Stay in Your Lane Act
Analysis under review: This bill has generated analysis that may be too generic or incomplete. Clause-level evidence remains available below.
Summary
What This Bill Does
This bill adds a new section (30130) to federal motor vehicle safety law requiring manufacturers of driving automation systems -- essentially self-driving vehicle technology -- to define the specific conditions under which their systems are designed to operate safely (called the "operational design domain" or ODD). Manufacturers must submit these declarations to the National Highway Traffic Safety Administration and publish the exact same declarations on their public websites. The bill prohibits driving automation systems from operating outside their declared operational design domain. It integrates these requirements into the existing motor vehicle safety enforcement framework, making violations subject to the same civil penalties as other motor vehicle safety violations. The law takes effect 180 days after enactment.
Who Benefits and How
The general public and other road users benefit from transparency about where and when self-driving systems are designed to operate safely, and from legal prohibitions on operation outside those conditions. Traditional automotive manufacturers who have been more conservative about autonomous driving claims may benefit from a level regulatory playing field. NHTSA gains clear regulatory authority over driving automation system boundaries. The bill defines "safely" as presenting "no more than an inconsequential risk," setting a high safety bar.
Who Bears the Burden and How
Autonomous vehicle manufacturers (such as Tesla, Waymo, Cruise, GM, and others developing self-driving technology) must formally declare their systems''' operational limits and ensure systems cannot operate outside those limits. This could restrict the rollout of features that currently operate in conditions not fully validated. Companies face existing motor vehicle safety penalties (under Section 30165) for violations. The public declaration requirement also creates reputational and legal exposure, as any incident outside a declared domain would be a clear regulatory violation.
Evidence Chain:
This summary is generated from the full bill text using AI analysis. Expand "Detailed Analysis" below for identified beneficiaries/burden bearers.
At a Glance
What This Bill Does
Requires manufacturers of driving automation systems (self-driving vehicles) to define and publicly declare their operational design domains, prohibits operation outside those domains, and establishes civil penalties for violations
Key Policy Areas
Transportation, Technology, Consumer Protection, Automotive Safety
Primary Purpose
Requires manufacturers of driving automation systems (self-driving vehicles) to define and publicly declare their operational design domains, prohibits operation outside those domains, and establishes civil penalties for violations
Policy Domains
Stay in Your Lane Act - Driving Automation Domain Restrictions
Identified Gains
Contextual inference, no direct clause citation- General public and road users
- Traditional automotive manufacturers
- Auto insurance companies
- NHTSA (expanded regulatory authority)
Contextual inference, no direct clause citation
Identified Costs
Contextual inference, no direct clause citation- Autonomous vehicle manufacturers (Tesla, Waymo, Cruise, etc.)
- Driving automation system developers
- Ride-hailing companies using autonomous vehicles
Contextual inference, no direct clause citation
Sponsors
Legislative Progress
In CommitteeMr. Markey (for himself and Mr. Blumenthal) introduced the following …
Read twice and referred to the Committee on Commerce, Science, …
Introduced in Senate
Impact analysis is available but no clear stakeholder effects identified. View clause-level analysis →
Bill Structure & Actor Mappings
Who is "The Secretary" in each section?
- "the_administrator"
- → Administrator of the National Highway Traffic Safety Administration (NHTSA)
Key Definitions
Terms defined in this bill
With respect to motor vehicle safety, means presenting no more than an inconsequential risk.
This Act may be cited as the Stay in Your Lane Act.
The hardware and software that are collectively capable of simultaneously performing all of the lateral and longitudinal vehicle motor control subtasks of the dynamic driving task of a motor vehicle on a sustained basis.
Operating conditions, as defined by the manufacturer, under which a driving automation system is specifically designed to function safely, including environmental, geographical, and time-of-day restrictions, and the requisite presence or absence of certain traffic, road users, or roadway characteristics.
We use a combination of our own taxonomy and classification in addition to large language models to assess meaning and potential beneficiaries. High confidence means strong textual evidence. Always verify with the original bill text.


> _EXERCISE AIM_:
Give the count of lines in the data that include the string "subscript", with no added remarks.

Records from a collection:
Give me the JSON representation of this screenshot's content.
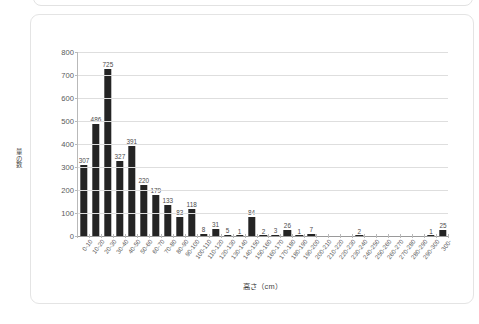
{
  "side_caption": "graph 6  サイズ別",
  "chart_data": {
    "type": "bar",
    "title": "",
    "xlabel": "高さ（cm）",
    "ylabel": "量の数",
    "ylim": [
      0,
      800
    ],
    "ytick_values": [
      0,
      100,
      200,
      300,
      400,
      500,
      600,
      700,
      800
    ],
    "ytick_labels": [
      "0",
      "100",
      "200",
      "300",
      "400",
      "500",
      "600",
      "700",
      "800"
    ],
    "grid": true,
    "legend": "none",
    "bar_color": "#242424",
    "categories": [
      "0-10",
      "10-20",
      "20-30",
      "30-40",
      "40-50",
      "50-60",
      "60-70",
      "70-80",
      "80-90",
      "90-100",
      "100-110",
      "110-120",
      "120-130",
      "130-140",
      "140-150",
      "150-160",
      "160-170",
      "170-180",
      "180-190",
      "190-200",
      "200-210",
      "210-220",
      "220-230",
      "230-240",
      "240-250",
      "250-260",
      "260-270",
      "270-280",
      "280-290",
      "290-300",
      "300-"
    ],
    "values": [
      307,
      486,
      725,
      327,
      391,
      220,
      179,
      133,
      83,
      118,
      8,
      31,
      5,
      1,
      84,
      2,
      3,
      26,
      1,
      7,
      0,
      0,
      0,
      2,
      0,
      0,
      0,
      0,
      0,
      1,
      25
    ],
    "value_labels": [
      "307",
      "486",
      "725",
      "327",
      "391",
      "220",
      "179",
      "133",
      "83",
      "118",
      "8",
      "31",
      "5",
      "1",
      "84",
      "2",
      "3",
      "26",
      "1",
      "7",
      "",
      "",
      "",
      "2",
      "",
      "",
      "",
      "",
      "",
      "1",
      "25"
    ]
  }
}
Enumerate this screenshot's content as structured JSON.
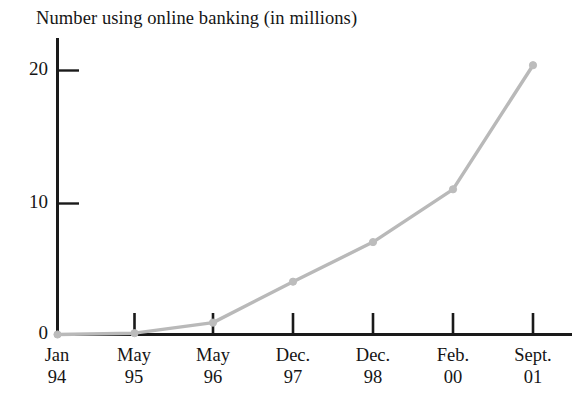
{
  "chart_data": {
    "type": "line",
    "title": "Number using online banking (in millions)",
    "xlabel": "",
    "ylabel": "",
    "categories": [
      "Jan 94",
      "May 95",
      "May 96",
      "Dec. 97",
      "Dec. 98",
      "Feb. 00",
      "Sept. 01"
    ],
    "category_lines": [
      {
        "top": "Jan",
        "bottom": "94"
      },
      {
        "top": "May",
        "bottom": "95"
      },
      {
        "top": "May",
        "bottom": "96"
      },
      {
        "top": "Dec.",
        "bottom": "97"
      },
      {
        "top": "Dec.",
        "bottom": "98"
      },
      {
        "top": "Feb.",
        "bottom": "00"
      },
      {
        "top": "Sept.",
        "bottom": "01"
      }
    ],
    "values": [
      0,
      0.1,
      0.9,
      4.0,
      7.0,
      11.0,
      20.4
    ],
    "series": [
      {
        "name": "Number using online banking (in millions)",
        "values": [
          0,
          0.1,
          0.9,
          4.0,
          7.0,
          11.0,
          20.4
        ]
      }
    ],
    "ylim": [
      0,
      23
    ],
    "yticks": [
      0,
      10,
      20
    ],
    "ytick_labels": [
      "0",
      "10",
      "20"
    ],
    "grid": false,
    "legend": false,
    "legend_position": "none",
    "marker": "circle",
    "line_color": "#b9b9b9",
    "marker_color": "#bcbcbc",
    "axis_color": "#1a1a1a",
    "background_color": "#ffffff"
  }
}
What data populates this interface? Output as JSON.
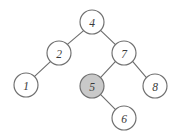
{
  "figure": {
    "type": "binary-search-tree-diagram",
    "background_color": "#ffffff",
    "stroke_color": "#6f6f6f",
    "label_color": "#3a3a3a",
    "node_radius": 12,
    "highlight_fill": "#c9c9c9",
    "default_fill": "#ffffff"
  },
  "nodes": [
    {
      "id": "n4",
      "label": "4",
      "cx": 92,
      "cy": 22,
      "r": 12,
      "highlighted": false,
      "fill": "#ffffff",
      "level": 0
    },
    {
      "id": "n2",
      "label": "2",
      "cx": 59,
      "cy": 53,
      "r": 12,
      "highlighted": false,
      "fill": "#ffffff",
      "level": 1
    },
    {
      "id": "n7",
      "label": "7",
      "cx": 124,
      "cy": 53,
      "r": 12,
      "highlighted": false,
      "fill": "#ffffff",
      "level": 1
    },
    {
      "id": "n1",
      "label": "1",
      "cx": 26,
      "cy": 85,
      "r": 12,
      "highlighted": false,
      "fill": "#ffffff",
      "level": 2
    },
    {
      "id": "n5",
      "label": "5",
      "cx": 92,
      "cy": 86,
      "r": 12,
      "highlighted": true,
      "fill": "#c9c9c9",
      "level": 2
    },
    {
      "id": "n8",
      "label": "8",
      "cx": 155,
      "cy": 86,
      "r": 12,
      "highlighted": false,
      "fill": "#ffffff",
      "level": 2
    },
    {
      "id": "n6",
      "label": "6",
      "cx": 124,
      "cy": 118,
      "r": 12,
      "highlighted": false,
      "fill": "#ffffff",
      "level": 3
    }
  ],
  "edges": [
    {
      "id": "e4-2",
      "from": "n4",
      "to": "n2",
      "x1": 83.6,
      "y1": 30.6,
      "x2": 67.4,
      "y2": 44.4
    },
    {
      "id": "e4-7",
      "from": "n4",
      "to": "n7",
      "x1": 100.8,
      "y1": 30.7,
      "x2": 115.2,
      "y2": 44.3
    },
    {
      "id": "e2-1",
      "from": "n2",
      "to": "n1",
      "x1": 50.4,
      "y1": 61.7,
      "x2": 34.6,
      "y2": 76.3
    },
    {
      "id": "e7-5",
      "from": "n7",
      "to": "n5",
      "x1": 115.3,
      "y1": 61.6,
      "x2": 100.7,
      "y2": 77.4
    },
    {
      "id": "e7-8",
      "from": "n7",
      "to": "n8",
      "x1": 132.8,
      "y1": 61.7,
      "x2": 146.2,
      "y2": 77.3
    },
    {
      "id": "e5-6",
      "from": "n5",
      "to": "n6",
      "x1": 100.7,
      "y1": 94.6,
      "x2": 115.3,
      "y2": 109.4
    }
  ]
}
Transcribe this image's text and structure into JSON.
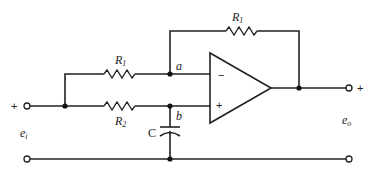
{
  "diagram": {
    "type": "op-amp circuit",
    "components": {
      "feedback_resistor": {
        "label": "R",
        "subscript": "1"
      },
      "input_resistor": {
        "label": "R",
        "subscript": "1"
      },
      "series_resistor": {
        "label": "R",
        "subscript": "2"
      },
      "capacitor": {
        "label": "C"
      },
      "opamp": {
        "inverting_sign": "−",
        "noninverting_sign": "+"
      }
    },
    "nodes": {
      "a": "a",
      "b": "b"
    },
    "input": {
      "plus": "+",
      "label": "e",
      "subscript": "i"
    },
    "output": {
      "plus": "+",
      "label": "e",
      "subscript": "o"
    }
  }
}
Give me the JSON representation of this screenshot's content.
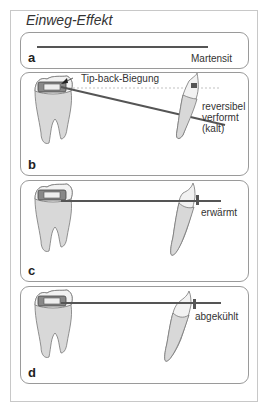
{
  "figure": {
    "title": "Einweg-Effekt",
    "panels": [
      {
        "id": "a",
        "label": "a",
        "annotation": "Martensit"
      },
      {
        "id": "b",
        "label": "b",
        "callout": "Tip-back-Biegung",
        "annotation_line1": "reversibel",
        "annotation_line2": "verformt (kalt)"
      },
      {
        "id": "c",
        "label": "c",
        "annotation": "erwärmt"
      },
      {
        "id": "d",
        "label": "d",
        "annotation": "abgekühlt"
      }
    ],
    "colors": {
      "wire": "#555555",
      "tooth_root_fill": "#d8d8d8",
      "tooth_crown_fill": "#f2f2f2",
      "outline": "#777777",
      "panel_border": "#9a9a9a",
      "frame_border": "#c8c8c8"
    }
  }
}
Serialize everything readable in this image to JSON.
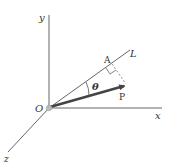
{
  "labels": {
    "y_axis": "y",
    "x_axis": "x",
    "z_axis": "z",
    "origin": "O",
    "line": "L",
    "point_a": "A",
    "point_p": "P",
    "angle": "θ"
  },
  "colors": {
    "axis": "#666666",
    "vector": "#444444",
    "dashed": "#777777",
    "origin_dot": "#bbbbbb"
  }
}
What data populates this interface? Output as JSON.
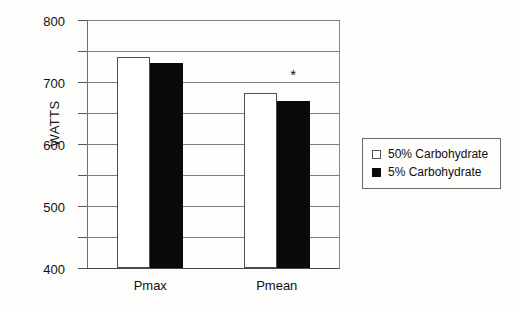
{
  "chart_data": {
    "type": "bar",
    "title": "",
    "xlabel": "",
    "ylabel": "WATTS",
    "categories": [
      "Pmax",
      "Pmean"
    ],
    "series": [
      {
        "name": "50% Carbohydrate",
        "color": "#ffffff",
        "values": [
          680,
          565
        ]
      },
      {
        "name": "5% Carbohydrate",
        "color": "#0a0a0a",
        "values": [
          660,
          540
        ]
      }
    ],
    "ylim": [
      0,
      800
    ],
    "ytick_step": 100,
    "yticks": [
      800,
      700,
      600,
      500,
      400,
      300,
      200,
      100,
      0
    ],
    "ytick_labels": [
      "800",
      "700",
      "600",
      "500",
      "400",
      "300",
      "200",
      "100",
      "0"
    ],
    "grid": true,
    "legend_position": "right-outside",
    "annotations": [
      {
        "text": "*",
        "category": "Pmean",
        "series": "5% Carbohydrate",
        "value": 600
      }
    ]
  },
  "legend": {
    "items": [
      {
        "label": "50% Carbohydrate",
        "swatch": "light"
      },
      {
        "label": "5% Carbohydrate",
        "swatch": "dark"
      }
    ]
  }
}
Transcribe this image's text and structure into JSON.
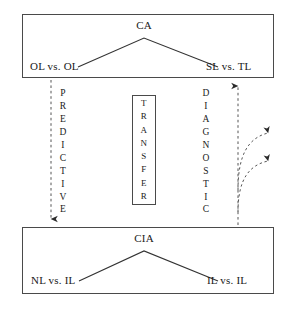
{
  "diagram": {
    "colors": {
      "stroke": "#4a4a4a",
      "line": "#333333",
      "text": "#1a1a1a",
      "background": "#ffffff"
    },
    "top_panel": {
      "name": "contrastive-analysis-panel",
      "apex_label": "CA",
      "left_leaf": "OL vs. OL",
      "right_leaf": "SL vs. TL"
    },
    "bottom_panel": {
      "name": "contrastive-interlanguage-analysis-panel",
      "apex_label": "CIA",
      "left_leaf": "NL vs. IL",
      "right_leaf": "IL vs. IL"
    },
    "transfer_box": {
      "label": "TRANSFER",
      "letters": [
        "T",
        "R",
        "A",
        "N",
        "S",
        "F",
        "E",
        "R"
      ]
    },
    "left_axis": {
      "label": "PREDICTIVE",
      "letters": [
        "P",
        "R",
        "E",
        "D",
        "I",
        "C",
        "T",
        "I",
        "V",
        "E"
      ],
      "direction": "downward"
    },
    "right_axis": {
      "label": "DIAGNOSTIC",
      "letters": [
        "D",
        "I",
        "A",
        "G",
        "N",
        "O",
        "S",
        "T",
        "I",
        "C"
      ],
      "direction": "upward"
    },
    "branch_arrows": {
      "count": 2,
      "style": "dashed-curved",
      "direction": "rightward"
    }
  }
}
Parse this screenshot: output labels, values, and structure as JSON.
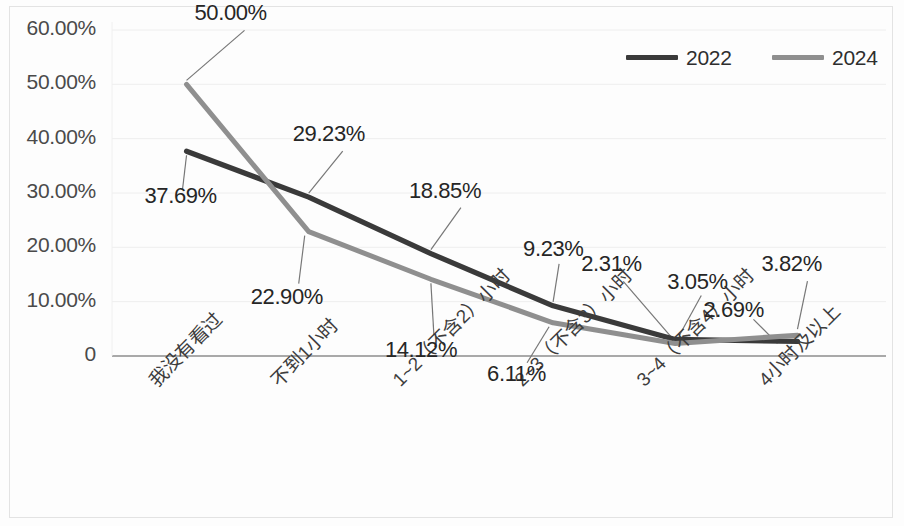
{
  "chart_data": {
    "type": "line",
    "title": "",
    "xlabel": "",
    "ylabel": "",
    "ylim": [
      0,
      60
    ],
    "grid": true,
    "legend_position": "top-right",
    "categories": [
      "我没有看过",
      "不到1小时",
      "1~2（不含2）小时",
      "2~3（不含3）小时",
      "3~4（不含4）小时",
      "4小时及以上"
    ],
    "ytick_labels": [
      "0",
      "10.00%",
      "20.00%",
      "30.00%",
      "40.00%",
      "50.00%",
      "60.00%"
    ],
    "ytick_values": [
      0,
      10,
      20,
      30,
      40,
      50,
      60
    ],
    "series": [
      {
        "name": "2022",
        "color": "#3a3a3a",
        "values": [
          37.69,
          29.23,
          18.85,
          9.23,
          3.05,
          2.69
        ],
        "labels": [
          "37.69%",
          "29.23%",
          "18.85%",
          "9.23%",
          "3.05%",
          "2.69%"
        ]
      },
      {
        "name": "2024",
        "color": "#8f8f8f",
        "values": [
          50.0,
          22.9,
          14.12,
          6.11,
          2.31,
          3.82
        ],
        "labels": [
          "50.00%",
          "22.90%",
          "14.12%",
          "6.11%",
          "2.31%",
          "3.82%"
        ]
      }
    ]
  },
  "legend": {
    "items": [
      {
        "label": "2022",
        "color": "#3a3a3a"
      },
      {
        "label": "2024",
        "color": "#8f8f8f"
      }
    ]
  },
  "data_labels": [
    {
      "text": "50.00%",
      "series": "2024",
      "category_index": 0
    },
    {
      "text": "37.69%",
      "series": "2022",
      "category_index": 0
    },
    {
      "text": "29.23%",
      "series": "2022",
      "category_index": 1
    },
    {
      "text": "22.90%",
      "series": "2024",
      "category_index": 1
    },
    {
      "text": "18.85%",
      "series": "2022",
      "category_index": 2
    },
    {
      "text": "14.12%",
      "series": "2024",
      "category_index": 2
    },
    {
      "text": "9.23%",
      "series": "2022",
      "category_index": 3
    },
    {
      "text": "6.11%",
      "series": "2024",
      "category_index": 3
    },
    {
      "text": "2.31%",
      "series": "2024",
      "category_index": 4
    },
    {
      "text": "3.05%",
      "series": "2022",
      "category_index": 4
    },
    {
      "text": "2.69%",
      "series": "2022",
      "category_index": 5
    },
    {
      "text": "3.82%",
      "series": "2024",
      "category_index": 5
    }
  ]
}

> _COMPLETED TASK_:
5